As you walk up Burngreave Street towards the playground you are greeted by a large sign that reads ‘Utopia’. For the people lucky enough to work and play at the site there is no hint of irony in the branding. Last year, its 50th year of operation, the playground was voted by its users as the best playground in the world and it also won the Queen’s Award for Voluntary Service.

For Steve and Patrick, the dream is to secure Pitsmoor Adventure Playground for a further five decades and beyond, continuing to develop and improve its practice and make sure the site is a beacon of high-quality play that is flexible and fit for purpose.
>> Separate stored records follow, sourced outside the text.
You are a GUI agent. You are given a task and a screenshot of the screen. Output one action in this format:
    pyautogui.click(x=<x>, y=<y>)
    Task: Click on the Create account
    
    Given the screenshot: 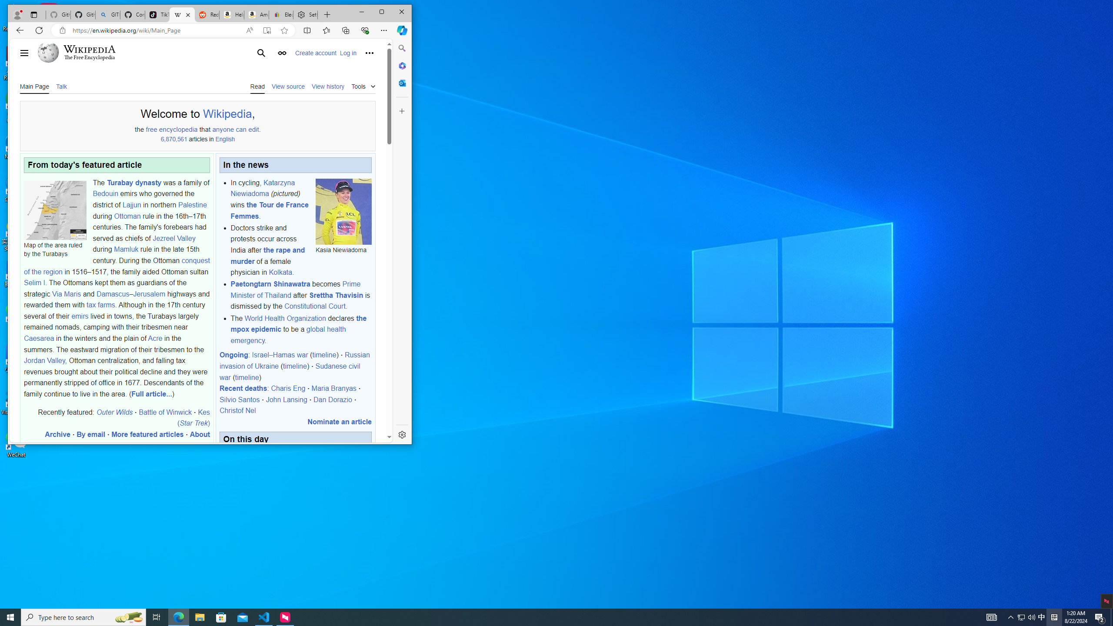 What is the action you would take?
    pyautogui.click(x=316, y=53)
After fifty years, Pitsmoor Adventure Playground continues to be a lynchpin and a hub for the Burngreave community.

"Pitsmoor Adventure Playground is a place I can volunteer my time and have not a single shred of doubt that I’m contributing to something that makes a difference," concludes Steve. "It's somewhere to be proud of, full of memories, full of joy and laughter. It's one of the places that reminds me I'm never too old to play."